How much time & effort would it take me to explain to the person why I think their comment is misguided?
How likely is it that I would influence the poster’s behavior productively?
I usually try to explain why I downvoted something, but I often have the impression that a simple “lurk moar”/”read the sequences and the codex”/”be more precise/formal/factual” would be the most accurate advice (most bad posts are meandering, imprecise and unstructured).
I wonder whether it’s nicer to comment and recommend someone to read the sequences and the codex than to strong-downvote them (I would guess that for most people, the psychological effect of the latter is much worse). For some reason, the former has kind of fallen out of fashion here.
Also, over time, I have learned that there are some topics that it’s pretty much hopeless to discuss about online: the E word, the C word, the G word, the other C word. At the least, for a conversation, there needs to be a shared understanding that you both know that you’re not just GPT-3ing the whole thing out.
Usually, when I downvote something, I try to weigh three factors against each other:
How much do I want others to see this?
How much time & effort would it take me to explain to the person why I think their comment is misguided?
How likely is it that I would influence the poster’s behavior productively?

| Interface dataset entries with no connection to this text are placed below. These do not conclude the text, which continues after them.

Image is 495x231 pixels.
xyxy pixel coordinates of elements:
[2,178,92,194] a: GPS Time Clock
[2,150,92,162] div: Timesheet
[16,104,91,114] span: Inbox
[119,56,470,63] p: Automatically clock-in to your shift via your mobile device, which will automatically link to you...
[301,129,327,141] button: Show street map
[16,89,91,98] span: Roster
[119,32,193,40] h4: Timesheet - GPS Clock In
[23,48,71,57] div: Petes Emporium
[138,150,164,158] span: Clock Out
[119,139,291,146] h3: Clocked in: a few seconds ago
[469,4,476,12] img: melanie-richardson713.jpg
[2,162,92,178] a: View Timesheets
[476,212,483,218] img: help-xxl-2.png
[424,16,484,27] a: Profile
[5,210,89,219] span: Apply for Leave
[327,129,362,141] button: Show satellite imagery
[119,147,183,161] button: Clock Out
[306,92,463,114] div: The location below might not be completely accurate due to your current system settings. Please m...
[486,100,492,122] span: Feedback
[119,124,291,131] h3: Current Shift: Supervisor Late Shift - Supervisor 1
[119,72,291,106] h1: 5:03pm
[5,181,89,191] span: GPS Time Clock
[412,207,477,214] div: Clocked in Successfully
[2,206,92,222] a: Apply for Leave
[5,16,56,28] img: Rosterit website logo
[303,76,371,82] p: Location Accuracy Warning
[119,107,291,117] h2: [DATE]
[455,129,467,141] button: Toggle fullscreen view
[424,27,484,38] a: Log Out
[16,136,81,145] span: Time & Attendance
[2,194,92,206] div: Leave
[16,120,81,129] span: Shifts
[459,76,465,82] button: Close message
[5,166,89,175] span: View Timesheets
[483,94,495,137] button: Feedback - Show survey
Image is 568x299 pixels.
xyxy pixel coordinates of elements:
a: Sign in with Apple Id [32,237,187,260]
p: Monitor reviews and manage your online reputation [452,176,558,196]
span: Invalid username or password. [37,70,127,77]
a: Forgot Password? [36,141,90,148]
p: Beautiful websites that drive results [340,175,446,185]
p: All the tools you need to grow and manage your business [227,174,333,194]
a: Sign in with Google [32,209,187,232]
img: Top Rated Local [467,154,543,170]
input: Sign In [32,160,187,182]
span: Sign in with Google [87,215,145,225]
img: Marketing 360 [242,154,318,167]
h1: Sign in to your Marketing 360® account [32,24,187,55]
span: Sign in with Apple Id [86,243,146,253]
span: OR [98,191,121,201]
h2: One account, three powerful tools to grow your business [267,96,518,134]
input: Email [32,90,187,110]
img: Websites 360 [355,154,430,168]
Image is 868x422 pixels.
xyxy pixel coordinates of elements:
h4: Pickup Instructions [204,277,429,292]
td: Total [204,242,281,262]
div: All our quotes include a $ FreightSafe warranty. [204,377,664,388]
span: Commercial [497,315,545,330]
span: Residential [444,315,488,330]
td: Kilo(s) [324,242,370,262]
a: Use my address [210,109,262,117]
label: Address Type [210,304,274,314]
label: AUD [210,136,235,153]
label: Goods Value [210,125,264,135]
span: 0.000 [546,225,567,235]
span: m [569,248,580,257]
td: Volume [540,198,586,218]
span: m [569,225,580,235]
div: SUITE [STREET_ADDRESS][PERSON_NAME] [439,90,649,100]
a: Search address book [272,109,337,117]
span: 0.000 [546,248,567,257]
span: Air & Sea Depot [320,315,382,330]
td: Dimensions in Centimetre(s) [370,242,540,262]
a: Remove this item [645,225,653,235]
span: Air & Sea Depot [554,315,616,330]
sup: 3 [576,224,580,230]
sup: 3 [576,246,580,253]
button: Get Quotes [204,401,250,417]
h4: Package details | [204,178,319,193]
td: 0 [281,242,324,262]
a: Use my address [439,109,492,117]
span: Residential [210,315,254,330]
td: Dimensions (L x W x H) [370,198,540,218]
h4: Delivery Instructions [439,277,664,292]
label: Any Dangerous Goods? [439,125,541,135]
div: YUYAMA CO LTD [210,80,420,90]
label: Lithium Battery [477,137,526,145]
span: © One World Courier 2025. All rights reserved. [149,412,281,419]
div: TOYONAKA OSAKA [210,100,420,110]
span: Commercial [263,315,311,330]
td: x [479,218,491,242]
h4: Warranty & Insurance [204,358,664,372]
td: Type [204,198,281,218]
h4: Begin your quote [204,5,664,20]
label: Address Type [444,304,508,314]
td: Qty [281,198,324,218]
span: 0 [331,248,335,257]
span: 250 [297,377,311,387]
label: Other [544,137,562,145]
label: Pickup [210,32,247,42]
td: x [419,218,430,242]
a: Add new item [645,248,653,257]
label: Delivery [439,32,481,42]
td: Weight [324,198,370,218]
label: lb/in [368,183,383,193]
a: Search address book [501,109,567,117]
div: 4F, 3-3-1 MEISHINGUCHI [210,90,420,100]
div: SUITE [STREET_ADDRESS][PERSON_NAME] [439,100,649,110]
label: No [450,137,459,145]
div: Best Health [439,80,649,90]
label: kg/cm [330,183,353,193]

I usually try to explain why I downvoted something, but I often have the impression that a simple “lurk moar”/”read the sequences and the codex”/”be more precise/formal/factual” would be the most accurate advice (most bad posts are meandering, imprecise and unstructured).
I wonder whether it’s nicer to comment and recommend someone to read the sequences and the codex than to strong-downvote them (I would guess that for most people, the psychological effect of the latter is much worse). For some reason, the former has kind of fallen out of fashion here.
Also, over time, I have learned that there are some topics that it’s pretty much hopeless to discuss about online: the E word, the C word, the G word, the other C word. At the least, for a conversation, there needs to be a shared understanding that you both know that you’re not just GPT-3ing the whole thing out.